Thousands of Black students enrolled in suburban Detroit districts in recent years, but teaching staffs in those districts remained overwhelmingly white.
Black student enrollment in the Warren Consolidated School District grew by more than 500 between 2006 and 2015, according to state data. During the same period, the number of Black teachers in the district fell from 8 to 5.
In Eastpointe, a district that became majority Black over the last decade amid an influx of new students, the teaching force was 2% African American in 2017.
“Our kids deserve to see themselves in the people that serve them,” said Christina Gibson, assistant superintendent for human resources in Eastpointe. She said the pandemic drove a wave of retirements that she hopes will diversify the district’s teaching staff, noting that 25% of applicants for the open positions are African-American.
Warren district officials didn’t immediately return a request for comment.
The state education department has mounted several efforts to attract and retain more African American educators, from encouraging students to return to their home districts as teachers to supporting alternative certification programs, which offer a fast track into the teaching profession.
Such programs have proved appealing to would-be educators who are Black at a time when the number of Black students entering traditional teacher prep programs has fallen. In Detroit, training programs for district support staff have already put dozens of people, many of them African American, into classrooms for the first time.
Researchers only used audited data, meaning they couldn’t get figures after the 2015-2016 school year. They noted, however, that the decline of Black teachers in Michigan may have leveled off in recent years.
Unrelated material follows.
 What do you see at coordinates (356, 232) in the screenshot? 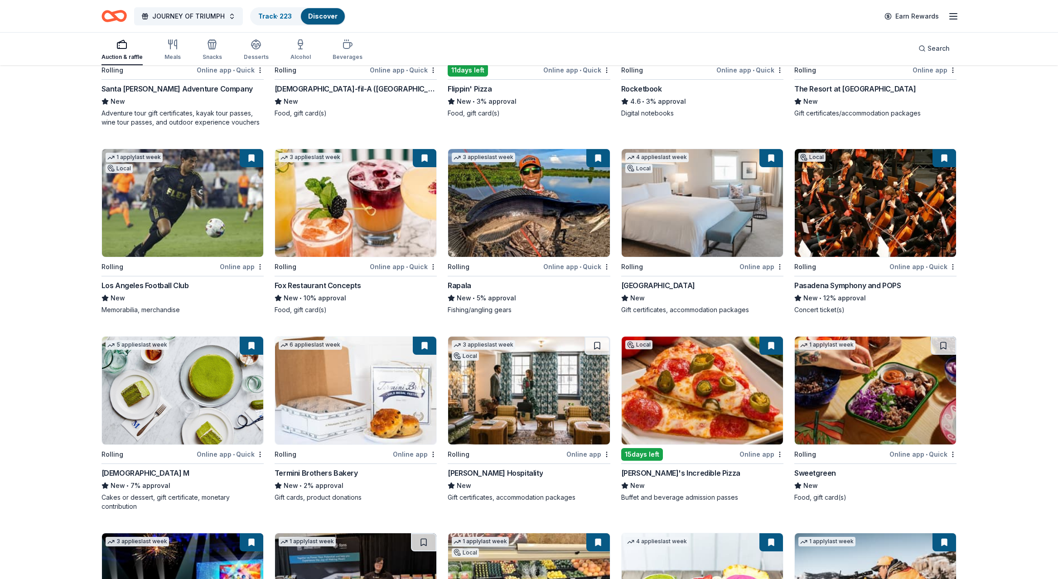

According to data from the Michigan Department of Education, there were 52 Black students for every Black teacher in Michigan in 2015. By 2019, that figure had fallen to 43.
But stark racial disparities remain: Statewide, there are 12 white students for every white teacher.
The study also notes that population declines in Michigan — with the corresponding reduction in the state’s teaching workforce — doesn’t account for the steep loss of Black educators. While the Black educator workforce fell 48%, the white teaching force shrank by 19% and the Latino teaching force grew by 6%.
Reversing the trend won’t be easy, but adults can start by encouraging Black students to become teachers, said Quan Neloms, a former Detroit teacher who is now a career counselor for Wayne RESA, the county education agency, in addition to serving on the state advisory committee on diversity in the education workforce and running an organization that aims to recruit Black men into teaching.
“African American teachers may not be getting introduced to teaching at an early age like some of their white counterparts,” he said.
“Just ask that question. Have you thought about being an educator? That’s what hooked me.”
Chalkbeat is a nonprofit news site covering educational change in public schools.